Jonah and Erica and the Whale
by Jennie Rose Halperin
On Rosh HaShanah this is written; on Yom Kippur this is sealed; how many will pass from this world; how many will be born into it; who will live and who will die; who will reach the ripeness of age, who will be taken before their time… who by earthquake and who by plague; who will be tranquil and who will be troubled. But through return to the right path [teshuva], through prayer [tefilah] and righteous giving [tzedakah], we can transcend the harshness of the decree.
Unetaneh Tokef, stanza 4, Mishkan HaNefesh)
At the concluding service on Yom Kippur, Erica and I read the story of Jonah in front of the congregation, a tradition we started shortly after our bat mitzvahs and continued through high school. By the end of the day at our Reform synagogue, the number of people had usually dwindled, and the Haftorah portion was the only thing standing between the community and break-the-fast kugel. The only person still listening was Sol, an elderly religious man who went to every service and sat in the front row.
Erica and I were childhood best friends who had drifted apart as teenagers, but we still felt close, and the holiday gave us an excuse to hang out. After the service, we would take a plate of food to our former Hebrew school classroom where we’d learned the story of Jonah, though neither of us remembered learning anything in Hebrew school at all.
In the portion, God tells the Prophet Jonah to warn the people of Nineveh to repent of their “evil ways” to avoid destruction. But Jonah knows that God would never be so merciless and also hates the Ninevites for some reason, so instead, he sets sail for Tarshish with some friendly sailors. God promptly attacks the ship with a storm in order to force Jonah complete his divine mission; the sailors cast lots and figure out that Jonah is to blame for the storm, which he admits; reluctantly, the sailors throw him overboard.
Jonah is famously swallowed by a big fish (whale) and is stuck in its belly for three days and three nights. Within the whale, Jonah faces death. He experiences hell on earth, reporting that “the bars of the earth closed on me forever.” But then, through the eyes of the fish, he sees visions of the Holy Temple, and he receives God’s light like “two glass windows” (in the telling of Rashi).
Based on these visions, and at the end of his rope, Jonah himself repents of his earlier disobedience, begs for death, and is vomited (“spewed”) out.
God’s voice commands him yet again, and this time Jonah returns to Nineveh, where he succeeds in turning the people from their evil ways without much trouble. He preaches the need for repentance, and they fast and wear sackcloth, even putting sackcloth on the cattle. Jonah leaves Nineveh, an “enormously large city,” after his speeches and walks east. But he quickly becomes distraught; saving the Ninevites was too easy! It was not worth the brush with death, so he asks God to die yet again. God responds by making a plant grow over Jonah’s head for shade and comfort, and then quickly destroys the plant with a worm. Jonah, still tortured, sits in the hot sun and becomes faint, begging to die once more.
God reminds Jonah that he cared about the shade plant, which he had not worked to cultivate, and which grew and died overnight. Should God not likewise care about Nineveh, filled with more than “a hundred and twenty thousand persons who do not yet know their right hand from their left, and many animals as well!”
Even taken solely as a narrative of faith and redemption (teshuvah), I find the story of Jonah deeply strange and unsettling, the central character selfish, the story brutal and surreal. It’s unclear whether Jonah finally decides to do as God asks because of his conscience, or just because he is just tired of being tortured—preaching repentance is a relatively easy task, after all, in comparison with being trapped in a giant fish. And Jonah says repeatedly that he does not actually want to save the people of Nineveh; he is coerced into repentance, and angry when the city is saved. He trusts in God enough to deny his divine mission, but he also fully believes he will die inside the fish, which means the people of Nineveh will die as well.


What you are asked to do: Below are records; give the number of their lines that contain "name", and only that number.

[[ The data, beginning ]]

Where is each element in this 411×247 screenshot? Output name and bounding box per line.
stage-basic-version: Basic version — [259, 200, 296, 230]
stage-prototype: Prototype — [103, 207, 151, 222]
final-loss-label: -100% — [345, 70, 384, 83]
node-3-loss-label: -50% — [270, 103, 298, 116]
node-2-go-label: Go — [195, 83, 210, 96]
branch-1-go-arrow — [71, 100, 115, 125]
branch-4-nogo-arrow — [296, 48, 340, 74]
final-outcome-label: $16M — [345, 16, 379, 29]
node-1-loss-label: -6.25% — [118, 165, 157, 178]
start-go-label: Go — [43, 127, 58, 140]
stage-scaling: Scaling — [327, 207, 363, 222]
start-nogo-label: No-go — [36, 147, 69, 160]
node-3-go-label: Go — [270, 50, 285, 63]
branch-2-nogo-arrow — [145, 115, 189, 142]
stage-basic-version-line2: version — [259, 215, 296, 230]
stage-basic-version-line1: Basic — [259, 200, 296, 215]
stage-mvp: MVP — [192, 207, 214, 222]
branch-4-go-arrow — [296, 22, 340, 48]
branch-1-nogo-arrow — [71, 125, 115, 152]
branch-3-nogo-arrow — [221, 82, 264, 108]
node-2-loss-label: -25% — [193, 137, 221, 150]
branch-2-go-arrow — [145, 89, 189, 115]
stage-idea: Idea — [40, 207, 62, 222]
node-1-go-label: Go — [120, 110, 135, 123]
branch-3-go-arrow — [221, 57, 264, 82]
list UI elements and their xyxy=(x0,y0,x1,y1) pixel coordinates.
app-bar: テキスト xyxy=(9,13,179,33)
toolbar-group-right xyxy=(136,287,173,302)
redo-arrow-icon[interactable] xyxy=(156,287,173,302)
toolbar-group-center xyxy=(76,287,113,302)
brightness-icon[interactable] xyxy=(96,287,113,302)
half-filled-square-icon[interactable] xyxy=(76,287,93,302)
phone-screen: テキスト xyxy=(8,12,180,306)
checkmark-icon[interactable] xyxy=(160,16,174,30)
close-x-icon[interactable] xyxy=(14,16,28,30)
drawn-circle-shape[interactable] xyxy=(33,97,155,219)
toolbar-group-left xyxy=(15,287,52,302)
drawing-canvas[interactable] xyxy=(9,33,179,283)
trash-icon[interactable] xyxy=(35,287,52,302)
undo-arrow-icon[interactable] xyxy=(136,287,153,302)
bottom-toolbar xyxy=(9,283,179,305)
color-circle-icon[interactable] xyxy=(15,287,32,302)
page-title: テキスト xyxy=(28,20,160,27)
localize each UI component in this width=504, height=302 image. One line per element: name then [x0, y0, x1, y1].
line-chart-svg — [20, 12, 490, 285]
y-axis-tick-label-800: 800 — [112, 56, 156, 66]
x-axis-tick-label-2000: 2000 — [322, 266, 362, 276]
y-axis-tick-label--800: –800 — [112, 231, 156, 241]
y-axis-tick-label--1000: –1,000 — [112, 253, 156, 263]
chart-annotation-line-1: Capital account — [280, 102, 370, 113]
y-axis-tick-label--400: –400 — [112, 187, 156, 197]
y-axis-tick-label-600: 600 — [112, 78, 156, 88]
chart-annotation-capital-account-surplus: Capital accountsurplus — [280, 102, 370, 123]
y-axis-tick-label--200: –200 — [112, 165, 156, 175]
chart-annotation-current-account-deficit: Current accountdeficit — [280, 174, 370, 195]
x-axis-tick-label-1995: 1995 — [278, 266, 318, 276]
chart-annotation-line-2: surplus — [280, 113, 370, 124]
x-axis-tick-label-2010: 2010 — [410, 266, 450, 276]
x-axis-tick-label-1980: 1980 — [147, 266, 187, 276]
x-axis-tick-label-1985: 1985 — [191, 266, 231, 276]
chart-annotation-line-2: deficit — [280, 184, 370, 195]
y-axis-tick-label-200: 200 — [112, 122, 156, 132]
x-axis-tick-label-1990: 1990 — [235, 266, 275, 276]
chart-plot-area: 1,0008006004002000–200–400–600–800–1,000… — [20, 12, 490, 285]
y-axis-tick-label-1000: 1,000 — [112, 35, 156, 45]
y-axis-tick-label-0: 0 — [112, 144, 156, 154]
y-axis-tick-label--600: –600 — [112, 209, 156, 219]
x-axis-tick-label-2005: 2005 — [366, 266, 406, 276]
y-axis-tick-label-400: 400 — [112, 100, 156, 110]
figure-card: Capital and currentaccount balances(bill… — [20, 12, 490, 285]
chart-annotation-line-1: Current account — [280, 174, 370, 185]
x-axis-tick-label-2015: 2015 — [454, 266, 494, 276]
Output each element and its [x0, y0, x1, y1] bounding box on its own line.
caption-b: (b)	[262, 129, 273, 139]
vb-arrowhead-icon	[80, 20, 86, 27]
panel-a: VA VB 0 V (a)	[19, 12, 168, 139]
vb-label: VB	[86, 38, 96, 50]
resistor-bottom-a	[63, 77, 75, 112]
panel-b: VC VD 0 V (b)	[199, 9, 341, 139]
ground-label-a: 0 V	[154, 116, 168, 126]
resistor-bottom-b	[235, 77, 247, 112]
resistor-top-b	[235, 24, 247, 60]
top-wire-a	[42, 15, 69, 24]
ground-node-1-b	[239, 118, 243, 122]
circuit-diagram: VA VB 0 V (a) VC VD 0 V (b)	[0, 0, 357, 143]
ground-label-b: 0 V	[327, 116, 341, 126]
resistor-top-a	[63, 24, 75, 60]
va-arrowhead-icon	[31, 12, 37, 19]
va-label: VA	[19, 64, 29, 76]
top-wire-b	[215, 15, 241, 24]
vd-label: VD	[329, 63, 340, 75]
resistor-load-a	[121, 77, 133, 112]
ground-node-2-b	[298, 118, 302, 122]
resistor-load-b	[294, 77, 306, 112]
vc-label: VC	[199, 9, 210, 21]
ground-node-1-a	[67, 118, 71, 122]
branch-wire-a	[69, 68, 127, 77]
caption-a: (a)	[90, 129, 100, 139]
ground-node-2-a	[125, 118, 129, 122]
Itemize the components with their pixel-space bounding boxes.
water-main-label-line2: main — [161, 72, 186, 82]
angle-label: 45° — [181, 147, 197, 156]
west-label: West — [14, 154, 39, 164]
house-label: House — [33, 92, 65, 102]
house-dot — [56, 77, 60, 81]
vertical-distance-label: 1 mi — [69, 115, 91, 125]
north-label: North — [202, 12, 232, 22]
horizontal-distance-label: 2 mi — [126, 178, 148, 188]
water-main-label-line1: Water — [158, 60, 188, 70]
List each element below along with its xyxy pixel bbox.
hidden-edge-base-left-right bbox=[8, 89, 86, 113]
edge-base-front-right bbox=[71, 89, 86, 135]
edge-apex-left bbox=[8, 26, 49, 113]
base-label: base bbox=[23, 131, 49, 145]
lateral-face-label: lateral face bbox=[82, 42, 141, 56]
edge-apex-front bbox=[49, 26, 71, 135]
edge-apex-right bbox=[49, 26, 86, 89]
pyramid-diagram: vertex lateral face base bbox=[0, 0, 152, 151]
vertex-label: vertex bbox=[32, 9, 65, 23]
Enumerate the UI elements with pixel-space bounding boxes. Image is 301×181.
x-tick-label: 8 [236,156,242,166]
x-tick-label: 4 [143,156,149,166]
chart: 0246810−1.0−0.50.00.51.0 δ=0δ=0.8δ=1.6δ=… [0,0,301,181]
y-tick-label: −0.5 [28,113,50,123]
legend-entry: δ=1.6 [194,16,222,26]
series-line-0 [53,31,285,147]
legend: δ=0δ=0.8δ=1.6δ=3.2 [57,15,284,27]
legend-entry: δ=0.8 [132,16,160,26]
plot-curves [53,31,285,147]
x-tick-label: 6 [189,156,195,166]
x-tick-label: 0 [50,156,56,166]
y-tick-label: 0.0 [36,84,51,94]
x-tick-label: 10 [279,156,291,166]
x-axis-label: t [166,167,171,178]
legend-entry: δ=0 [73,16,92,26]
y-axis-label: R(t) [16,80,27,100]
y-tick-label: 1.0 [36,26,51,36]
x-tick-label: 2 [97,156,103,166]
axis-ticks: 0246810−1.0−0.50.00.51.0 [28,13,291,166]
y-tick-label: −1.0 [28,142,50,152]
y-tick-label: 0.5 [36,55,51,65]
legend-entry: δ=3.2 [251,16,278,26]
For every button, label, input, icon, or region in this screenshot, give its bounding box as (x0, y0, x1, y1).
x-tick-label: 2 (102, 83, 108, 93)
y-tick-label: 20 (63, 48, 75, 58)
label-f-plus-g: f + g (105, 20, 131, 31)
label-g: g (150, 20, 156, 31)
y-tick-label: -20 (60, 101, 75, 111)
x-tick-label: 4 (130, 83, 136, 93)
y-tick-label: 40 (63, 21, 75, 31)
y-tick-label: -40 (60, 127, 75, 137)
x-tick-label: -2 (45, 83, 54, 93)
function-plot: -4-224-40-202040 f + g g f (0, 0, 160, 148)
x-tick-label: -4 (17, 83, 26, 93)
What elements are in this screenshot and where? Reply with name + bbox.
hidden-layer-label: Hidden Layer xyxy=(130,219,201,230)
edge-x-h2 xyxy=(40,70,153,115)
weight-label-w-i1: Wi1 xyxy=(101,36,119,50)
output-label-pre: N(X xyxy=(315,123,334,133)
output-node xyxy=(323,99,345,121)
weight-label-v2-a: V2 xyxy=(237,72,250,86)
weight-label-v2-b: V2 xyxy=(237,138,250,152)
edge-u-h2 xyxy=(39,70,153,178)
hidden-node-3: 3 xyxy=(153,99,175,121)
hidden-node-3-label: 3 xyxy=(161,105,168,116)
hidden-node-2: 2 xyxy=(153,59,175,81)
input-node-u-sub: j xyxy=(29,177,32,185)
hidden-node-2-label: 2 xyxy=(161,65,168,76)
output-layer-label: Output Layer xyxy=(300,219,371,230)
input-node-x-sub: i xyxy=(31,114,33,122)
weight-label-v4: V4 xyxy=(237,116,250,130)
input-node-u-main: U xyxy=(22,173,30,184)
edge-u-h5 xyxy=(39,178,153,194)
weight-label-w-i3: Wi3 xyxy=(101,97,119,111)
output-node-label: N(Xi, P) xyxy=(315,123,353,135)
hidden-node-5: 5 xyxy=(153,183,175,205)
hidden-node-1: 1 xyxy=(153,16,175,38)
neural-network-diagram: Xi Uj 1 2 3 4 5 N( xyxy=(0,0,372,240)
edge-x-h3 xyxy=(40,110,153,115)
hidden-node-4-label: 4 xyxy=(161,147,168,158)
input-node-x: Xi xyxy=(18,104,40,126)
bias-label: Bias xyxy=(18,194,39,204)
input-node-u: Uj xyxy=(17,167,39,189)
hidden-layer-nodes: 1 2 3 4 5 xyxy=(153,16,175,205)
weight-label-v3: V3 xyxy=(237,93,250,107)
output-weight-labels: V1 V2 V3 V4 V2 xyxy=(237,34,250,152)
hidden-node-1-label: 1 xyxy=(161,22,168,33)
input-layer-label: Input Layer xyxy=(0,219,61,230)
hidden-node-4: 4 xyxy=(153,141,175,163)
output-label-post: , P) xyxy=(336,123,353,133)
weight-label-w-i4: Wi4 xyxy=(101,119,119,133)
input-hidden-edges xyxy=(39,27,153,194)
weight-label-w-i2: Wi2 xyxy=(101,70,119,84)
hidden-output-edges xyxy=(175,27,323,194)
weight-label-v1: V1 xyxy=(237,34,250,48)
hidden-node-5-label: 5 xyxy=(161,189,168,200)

[[ The data, end ]]

Answer space: 3